The answer must consist solely of the lines below starting at the one containing "is (588, 372)." and ending at the one containing "Identify the location of menu-item-import: Import", repeated exactly, with both ends included and all pictures omitted.

▸ DATA FOR ANALYSIS:
>>>>>
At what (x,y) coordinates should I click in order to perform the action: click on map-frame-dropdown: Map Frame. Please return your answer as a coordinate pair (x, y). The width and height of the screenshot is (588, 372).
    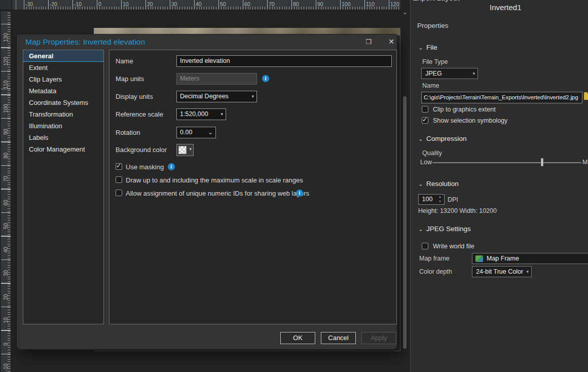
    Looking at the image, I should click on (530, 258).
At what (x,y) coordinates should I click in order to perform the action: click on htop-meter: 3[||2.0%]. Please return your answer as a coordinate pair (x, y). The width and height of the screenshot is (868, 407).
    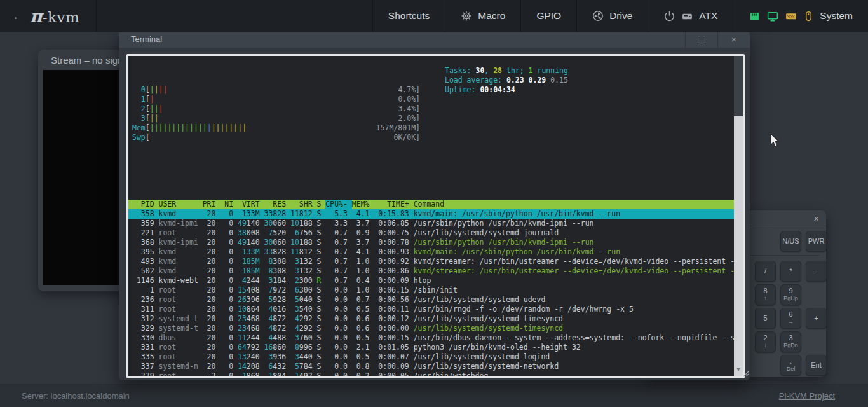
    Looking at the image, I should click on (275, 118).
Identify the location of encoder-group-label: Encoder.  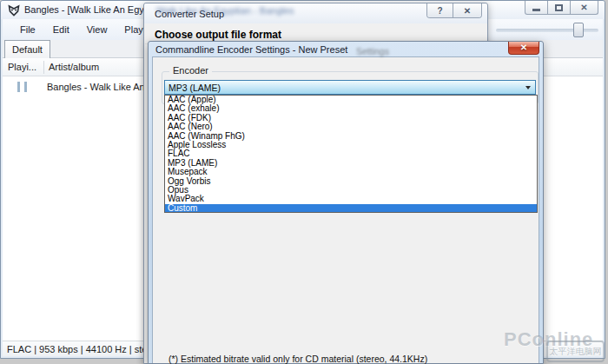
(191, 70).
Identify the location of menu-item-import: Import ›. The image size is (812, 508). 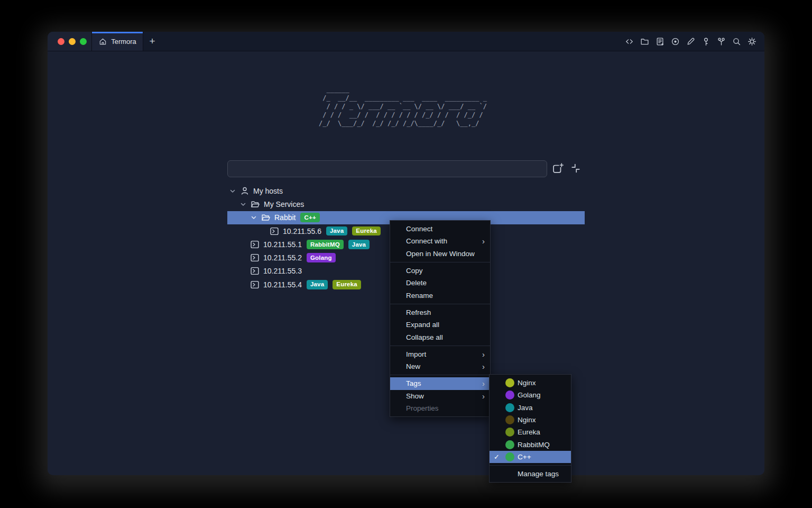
<<<<<
>>>>>
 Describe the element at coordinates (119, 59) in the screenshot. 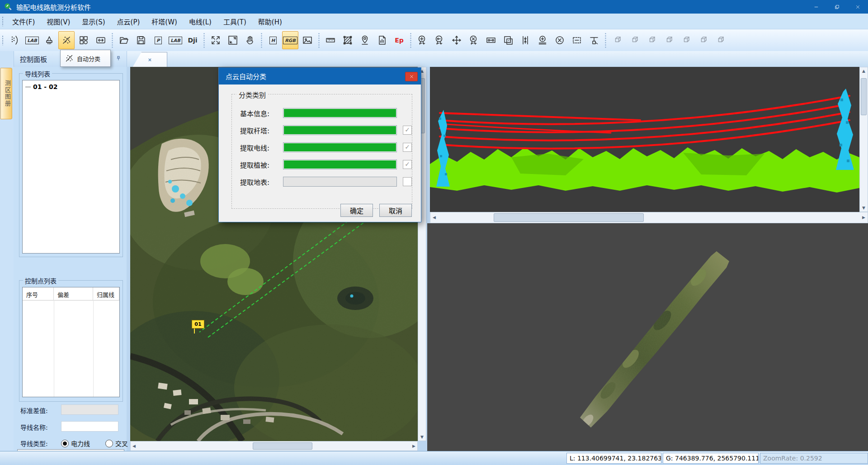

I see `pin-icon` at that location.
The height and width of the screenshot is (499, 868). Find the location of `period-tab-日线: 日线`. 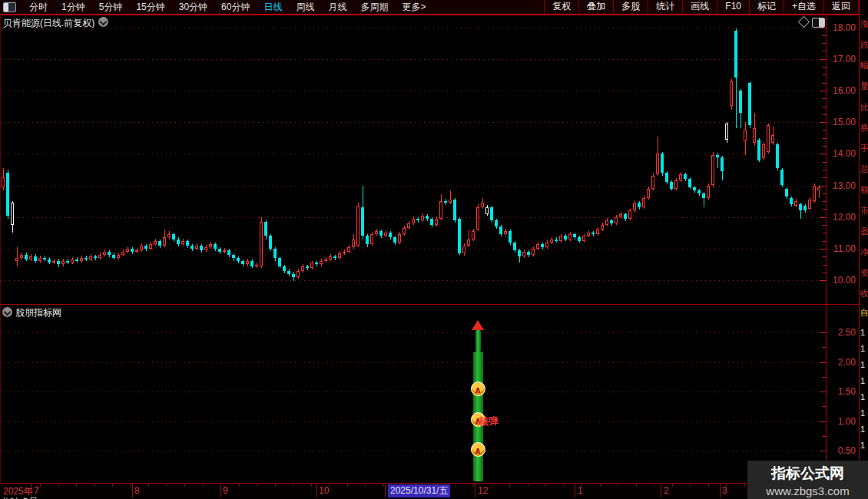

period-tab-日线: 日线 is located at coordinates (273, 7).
<<<<<
▸ ANSWER AREA:
At what (x,y) coordinates should I click in order to perform the action: click on map-frame-dropdown: Map Frame. Please return your answer as a coordinate pair (x, y). The width and height of the screenshot is (588, 372).
    Looking at the image, I should click on (530, 258).
At what (x,y) coordinates should I click in order to perform the action: click on htop-meter: 3[||2.0%]. Please return your answer as a coordinate pair (x, y). The width and height of the screenshot is (868, 407).
    Looking at the image, I should click on (275, 118).
Identify the location of encoder-group-label: Encoder.  
(191, 70).
Identify the location of menu-item-import: Import ›. The image size is (812, 508). 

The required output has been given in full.